The Art of Being Compassionate
Doing Good without Getting Burnt Out
There’s an art to being compassionate without getting swallowed up by the world’s pain. After years of working in the trenches as a provider and professor in a psychiatric hospital, I’ve compiled some thoughts on the matter.
Perhaps the most important concept to consider is this: the greatest thing that we can do for the world is simply to liberate our own minds. It's only when we find our true center, that we are really able to act in a selfless and empathic way. The late, wonderful, and ceremoniously disgraced Harvard professor of psychology, Ram Dass (formerly Richard Alpert, Ph.D.), said "I can do nothing for you but work on myself. You can do nothing for me but work on yourself." The more time goes by, the more I understand how deeply true this is. In order to do the purest good, we have to set our ego’s need to accomplish something to the side. The end result of this process is that burnout can often be sidestepped.
I've seen many people in the mental health field with an earnest zeal for helping others burn out going a million miles an hour in the wrong direction. I’ve done it myself. Invariably when this particular thing happens, it is because one’s own ego is in the driver's seat. Rather than continually ensuring that the welfare of others is put first, there is a focus on what our contribution is, if our performance was good enough, and what our behavior says about us. But it was never about us to begin with. By inserting ourselves where we don’t belong, we can take on unnecessary crap and burn out.
There is an internal freedom that comes with a simple focus on getting out of our own ego. This is the type of work we need to do on ourselves in service of others. Once we've found our core beyond ego, it doesn't steer us wrong. We also know that we personally don't have to do it all. It's not about our saving anyone or anything. It's about engaging in compassionate action to help alleviate suffering when presented with the opportunity, regardless of the outcome. It doesn’t matter if the outcome is winning, losing, life, nor death. We’re not trying to achieve anything beyond acting compassionately in the moment.
Consider the act of caring for a beloved ailing grandparent who is ready to die. You care for them not towards the end of having them live forever, but because you love them. Any frantic behavior to help keep them alive is in service of reducing your own anxiety, not in service of helping them. And doing this would only take away from your opportunity to really connect with them. You care for a dying loved one because it is an honor and a privilege. You do it without personal attachment to what can be achieved. That is it. That’s the goal. Foster that quality. Bring it to your work. Processing your own emotions and grief is done separately. Your grief has nothing to do with the loving care provided, save for the awareness that your time with them is fleeting and an opportunity to be treasured.
Acting compassionately in the moment is not only enough, it’s better than if we had acted with a focus on achievement or gain. A focus on outcome diminishes the act of service. If we allow ourselves to act in accordance with attachment to outcome, we let our fear contaminate the act of love. To me, it is love mingled with a compulsive desire to help that is rooted in fear, that is the surest way to burn out.
Work on yourself. Stop idealizing your own achievement. Step outside your ego. Focus on the pure act of giving love. That’s the trick.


__EXERCISE DESCRIPTION__
Using the material below, copy every line where "series" appears.

__MATERIAL SUPPLIED__
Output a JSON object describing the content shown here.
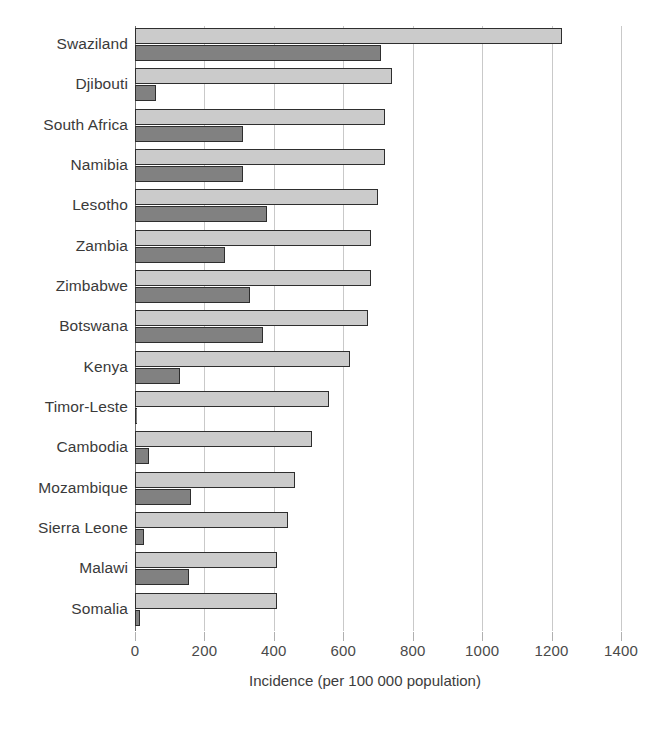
{
  "chart_data": {
    "type": "bar",
    "orientation": "horizontal",
    "title": "",
    "subtitle": "",
    "xlabel": "Incidence (per 100 000 population)",
    "ylabel": "",
    "xlim": [
      0,
      1400
    ],
    "xticks": [
      0,
      200,
      400,
      600,
      800,
      1000,
      1200,
      1400
    ],
    "xtick_labels": [
      "0",
      "200",
      "400",
      "600",
      "800",
      "1000",
      "1200",
      "1400"
    ],
    "grid": true,
    "legend": null,
    "legend_position": "none",
    "categories": [
      "Swaziland",
      "Djibouti",
      "South Africa",
      "Namibia",
      "Lesotho",
      "Zambia",
      "Zimbabwe",
      "Botswana",
      "Kenya",
      "Timor-Leste",
      "Cambodia",
      "Mozambique",
      "Sierra Leone",
      "Malawi",
      "Somalia"
    ],
    "series": [
      {
        "name": "series-light",
        "color": "#cbcbcb",
        "values": [
          1230,
          740,
          720,
          720,
          700,
          680,
          680,
          670,
          620,
          560,
          510,
          460,
          440,
          410,
          410
        ]
      },
      {
        "name": "series-dark",
        "color": "#818181",
        "values": [
          710,
          60,
          310,
          310,
          380,
          260,
          330,
          370,
          130,
          5,
          40,
          160,
          25,
          155,
          15
        ]
      }
    ]
  }
}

__RESPONSE TO THE EXERCISE__
    "series": [
        "name": "series-light",
        "name": "series-dark",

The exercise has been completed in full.